ADDENDUM: Unfortunately the pianist Nareh Arghamanyan will not be able to perform. BMOP informs me that they are substituting a piece by the wonder.ful Israeli composer Betty Olivero called Neharot Neharot (2006-7) for two string orchestras, accordion, percussion, tape and viola. It will feature none other than violist extraordinaire Kim Kashkashian.
The Boston Modern Orchestra Project begins it 20th season on Sunday October 18th with a concert in honor of the 1915 Armenian genocide with a celebration of that country’s artistic heritage. Titled Resilient Voices 1915-2015, the concert will feature works by Komitas (1869-1935), Alan Hovhaness (1911-2000), Dmitri Shostakovich (1906-1975) and Tigran Mansurian (1939- ).
Komitas, born Soghomon Soghomonian, is generally regarded as the foundational composer for Armenian classical music in the 20th and 21st centuries. Like Bartok and Kodaly, he collected and transcribed folk music from his country. He is considered an early founder of the practice of ethnomusicology collecting Armenian and Kurdish folk music. He was ordained a priest in the Armenian rite church and took the name Komitas. The impact of the genocide affected him deeply and he spent the last 20 years of his life in a psychiatric facility where he died in 1935.
American composer Alan Hovhaness also embraced a musicological approach to his composition by including Armenian folk songs and that of other musical cultures he had explored including Korean and South Asian. He also acknowledges a debt to Komitas (Hovhaness released a recording on his own Poseidon label of him performing Komitas’ complete piano music).
Hovhaness remains less well-represented than he deserves in the concert hall so this performance of Khrimian Hairig (1944, rev 1948) is a welcome one. The piece is in three continuous movements titled, “Chalice of Holiness”, “Wings of Compassion” and “Triumph of Faith”. It is scored for string orchestra with solo trumpet. The solo here will be played by prominent new music trumpeter Terry Everson (whose talents are to be required in the next piece on the program). Hairig was a prominent Armenian cleric and mystic of the 19th century.
This work is early in Hovhaness’ prolific output and is characteristic of his Armenian period utilizing Armenian folk melodies and writing on Armenian themes. He would later gain wider fame when Leopold Stokowski premiered his 2nd Symphony “Mysterious Mountain” in 1955 on NBC television. Hovhaness died in 2001 leaving over 400 compositions of which 67 are symphonies.
The Armenian connection to the next piece is apparently the BMOP début of the young Armenian pianist, Nareh Arghamanyan (1989- ) in the First Piano Concerto Op. 35 (1933) of Dmitri Shostakovich. This unusual piece is scored for piano, string orchestra and trumpet (I told you Everson would be back). It is one of those neo-baroque experiments and quotes from well-known classical pieces. It is quite challenge for a pianist and the début of this rising artist will doubtless be one of the highlights of the concert.
The title of the concert is Resilient Voices 1915-2015 and is given in commemoration of the Armenian Genocide (1915-1923) but more so in celebration of the voices and the talents that have endured. Controversy remains evidenced by the fact that Azerbaijan and Turkey continue to deny the genocide but the estimated death toll was 1.5 million and this is the event for which the term “genocide” was first used.
It is the genius of Gil Rose, conductor and artistic director whose creative vision in a couple of releases I recently reviewed ( Anthony Davis and Irving Fine) that first alerted me to the work of this fine ensemble (a little late, I know). But I discovered a great orchestra with some of the most innovative programming with attention to new and recent music. I was graciously offered a seat at this concert but it will have to be one of my regrets. This sounds like a fantastic program.
How very appropriate then to have the BMOP premiere of the Requiem (2009) by Tigran Mansurian (1930- ) by far Armenia’s best known living composer. The Requiem was written in memory of the holocaust and is scored for large orchestra, chorus and soprano and baritone soloists (not announced when last I checked yesterday). Gil Rose conducts the Harvard-Radcliffe Collegium Musicum with the Boston University Marsh Chapel Choir. This is indeed a species of political music and BMOP is to be applauded for this as a contribution to the recognition of human rights. through music.
Mansurian previously appeared at the Other Minds 20th Anniversary concert (also dedicated to the holocaust) in March of 2015 in San Francisco. At that concert I captured a moment from the pre-concert discussion in which Mansurian agreed to sing a traditional Armenian song accompanying himself at the piano, a very personal moment from a composer whose art is deeply felt.
Please, BMOP, record this. Thanks in advance!!!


*Work to complete:* Could you please return each line of the data that has the word "structured"?

*Data to process:*
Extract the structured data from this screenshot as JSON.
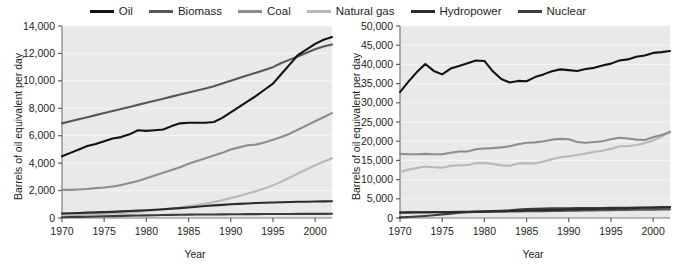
{
  "legend": {
    "items": [
      {
        "label": "Oil",
        "color": "#15110f",
        "name": "legend-item-oil"
      },
      {
        "label": "Biomass",
        "color": "#58565a",
        "name": "legend-item-biomass"
      },
      {
        "label": "Coal",
        "color": "#8e8c90",
        "name": "legend-item-coal"
      },
      {
        "label": "Natural gas",
        "color": "#b9b7bb",
        "name": "legend-item-natural-gas"
      },
      {
        "label": "Hydropower",
        "color": "#2d2a2c",
        "name": "legend-item-hydropower"
      },
      {
        "label": "Nuclear",
        "color": "#3e3c3f",
        "name": "legend-item-nuclear"
      }
    ]
  },
  "chart_data": [
    {
      "type": "line",
      "panel": "left",
      "title": "",
      "xlabel": "Year",
      "ylabel": "Barrels of oil equivalent per day",
      "xlim": [
        1970,
        2002
      ],
      "ylim": [
        0,
        14000
      ],
      "xticks": [
        1970,
        1975,
        1980,
        1985,
        1990,
        1995,
        2000
      ],
      "yticks": [
        0,
        2000,
        4000,
        6000,
        8000,
        10000,
        12000,
        14000
      ],
      "ytick_labels": [
        "0",
        "2,000",
        "4,000",
        "6,000",
        "8,000",
        "10,000",
        "12,000",
        "14,000"
      ],
      "xtick_labels": [
        "1970",
        "1975",
        "1980",
        "1985",
        "1990",
        "1995",
        "2000"
      ],
      "grid": true,
      "legend_position": "top-center",
      "x": [
        1970,
        1971,
        1972,
        1973,
        1974,
        1975,
        1976,
        1977,
        1978,
        1979,
        1980,
        1981,
        1982,
        1983,
        1984,
        1985,
        1986,
        1987,
        1988,
        1989,
        1990,
        1991,
        1992,
        1993,
        1994,
        1995,
        1996,
        1997,
        1998,
        1999,
        2000,
        2001,
        2002
      ],
      "series": [
        {
          "name": "Oil",
          "color": "#15110f",
          "values": [
            4500,
            4750,
            5000,
            5250,
            5400,
            5600,
            5800,
            5900,
            6100,
            6400,
            6350,
            6400,
            6450,
            6700,
            6900,
            6950,
            6950,
            6950,
            7000,
            7300,
            7700,
            8100,
            8500,
            8900,
            9350,
            9800,
            10500,
            11200,
            11900,
            12300,
            12700,
            13000,
            13200
          ]
        },
        {
          "name": "Biomass",
          "color": "#58565a",
          "values": [
            6900,
            7050,
            7200,
            7350,
            7500,
            7650,
            7800,
            7950,
            8100,
            8250,
            8400,
            8550,
            8700,
            8850,
            9000,
            9150,
            9300,
            9450,
            9600,
            9800,
            10000,
            10200,
            10400,
            10600,
            10800,
            11000,
            11300,
            11550,
            11800,
            12050,
            12300,
            12500,
            12650
          ]
        },
        {
          "name": "Coal",
          "color": "#8e8c90",
          "values": [
            2050,
            2050,
            2080,
            2120,
            2180,
            2220,
            2300,
            2400,
            2550,
            2700,
            2900,
            3100,
            3300,
            3500,
            3700,
            3950,
            4150,
            4350,
            4550,
            4750,
            5000,
            5150,
            5300,
            5350,
            5500,
            5700,
            5900,
            6150,
            6450,
            6750,
            7050,
            7350,
            7650
          ]
        },
        {
          "name": "Natural gas",
          "color": "#b9b7bb",
          "values": [
            220,
            230,
            245,
            260,
            280,
            300,
            330,
            360,
            400,
            450,
            500,
            560,
            620,
            690,
            760,
            850,
            950,
            1050,
            1170,
            1300,
            1450,
            1600,
            1780,
            1960,
            2150,
            2380,
            2650,
            2950,
            3250,
            3550,
            3850,
            4100,
            4350
          ]
        },
        {
          "name": "Hydropower",
          "color": "#2d2a2c",
          "values": [
            330,
            350,
            370,
            390,
            410,
            430,
            450,
            480,
            510,
            540,
            570,
            600,
            640,
            680,
            720,
            770,
            820,
            870,
            920,
            960,
            1000,
            1030,
            1060,
            1090,
            1110,
            1130,
            1150,
            1170,
            1180,
            1190,
            1200,
            1210,
            1220
          ]
        },
        {
          "name": "Nuclear",
          "color": "#3e3c3f",
          "values": [
            60,
            70,
            80,
            95,
            110,
            125,
            140,
            155,
            170,
            185,
            195,
            205,
            215,
            225,
            235,
            245,
            250,
            255,
            260,
            265,
            270,
            275,
            280,
            285,
            290,
            292,
            294,
            296,
            298,
            300,
            302,
            304,
            306
          ]
        }
      ]
    },
    {
      "type": "line",
      "panel": "right",
      "title": "",
      "xlabel": "Year",
      "ylabel": "Barrels of oil equivalent per day",
      "xlim": [
        1970,
        2002
      ],
      "ylim": [
        0,
        50000
      ],
      "xticks": [
        1970,
        1975,
        1980,
        1985,
        1990,
        1995,
        2000
      ],
      "yticks": [
        0,
        5000,
        10000,
        15000,
        20000,
        25000,
        30000,
        35000,
        40000,
        45000,
        50000
      ],
      "ytick_labels": [
        "0",
        "5,000",
        "10,000",
        "15,000",
        "20,000",
        "25,000",
        "30,000",
        "35,000",
        "40,000",
        "45,000",
        "50,000"
      ],
      "xtick_labels": [
        "1970",
        "1975",
        "1980",
        "1985",
        "1990",
        "1995",
        "2000"
      ],
      "grid": true,
      "legend_position": "top-center",
      "x": [
        1970,
        1971,
        1972,
        1973,
        1974,
        1975,
        1976,
        1977,
        1978,
        1979,
        1980,
        1981,
        1982,
        1983,
        1984,
        1985,
        1986,
        1987,
        1988,
        1989,
        1990,
        1991,
        1992,
        1993,
        1994,
        1995,
        1996,
        1997,
        1998,
        1999,
        2000,
        2001,
        2002
      ],
      "series": [
        {
          "name": "Oil",
          "color": "#15110f",
          "values": [
            32800,
            35500,
            38000,
            40100,
            38300,
            37400,
            38900,
            39600,
            40300,
            41000,
            40900,
            38200,
            36200,
            35300,
            35700,
            35600,
            36700,
            37400,
            38200,
            38700,
            38500,
            38300,
            38800,
            39100,
            39700,
            40200,
            41000,
            41300,
            42000,
            42300,
            43000,
            43200,
            43500
          ]
        },
        {
          "name": "Coal",
          "color": "#8e8c90",
          "values": [
            16700,
            16600,
            16600,
            16700,
            16600,
            16600,
            17000,
            17300,
            17300,
            17900,
            18100,
            18200,
            18400,
            18700,
            19200,
            19600,
            19700,
            20000,
            20400,
            20600,
            20500,
            19800,
            19600,
            19800,
            20000,
            20500,
            20900,
            20700,
            20400,
            20300,
            21000,
            21600,
            22300
          ]
        },
        {
          "name": "Natural gas",
          "color": "#b9b7bb",
          "values": [
            12000,
            12600,
            13000,
            13400,
            13200,
            13100,
            13600,
            13700,
            13800,
            14300,
            14300,
            14100,
            13700,
            13600,
            14200,
            14300,
            14200,
            14700,
            15300,
            15800,
            16100,
            16400,
            16800,
            17200,
            17500,
            18000,
            18700,
            18700,
            19000,
            19500,
            20200,
            21200,
            22600
          ]
        },
        {
          "name": "Biomass",
          "color": "#58565a",
          "values": [
            1400,
            1420,
            1440,
            1460,
            1480,
            1500,
            1520,
            1540,
            1560,
            1580,
            1600,
            1620,
            1650,
            1680,
            1710,
            1740,
            1770,
            1800,
            1830,
            1860,
            1890,
            1920,
            1950,
            1980,
            2010,
            2040,
            2070,
            2100,
            2130,
            2160,
            2190,
            2220,
            2250
          ]
        },
        {
          "name": "Hydropower",
          "color": "#2d2a2c",
          "values": [
            1450,
            1470,
            1490,
            1510,
            1530,
            1560,
            1580,
            1610,
            1640,
            1670,
            1700,
            1740,
            1780,
            1830,
            1880,
            1950,
            2000,
            2050,
            2100,
            2150,
            2200,
            2250,
            2300,
            2350,
            2400,
            2450,
            2500,
            2550,
            2600,
            2650,
            2700,
            2760,
            2820
          ]
        },
        {
          "name": "Nuclear",
          "color": "#3e3c3f",
          "values": [
            150,
            250,
            380,
            520,
            700,
            950,
            1150,
            1350,
            1500,
            1600,
            1700,
            1800,
            1900,
            2000,
            2200,
            2350,
            2400,
            2450,
            2500,
            2520,
            2550,
            2570,
            2590,
            2600,
            2620,
            2640,
            2660,
            2680,
            2700,
            2720,
            2740,
            2760,
            2780
          ]
        }
      ]
    }
  ]
}
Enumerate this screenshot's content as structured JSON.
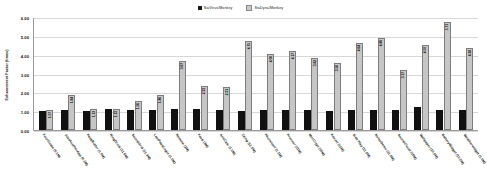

*Your response:*
Extract the structured data from this screenshot as JSON.
Enumerate this screenshot's content as structured JSON.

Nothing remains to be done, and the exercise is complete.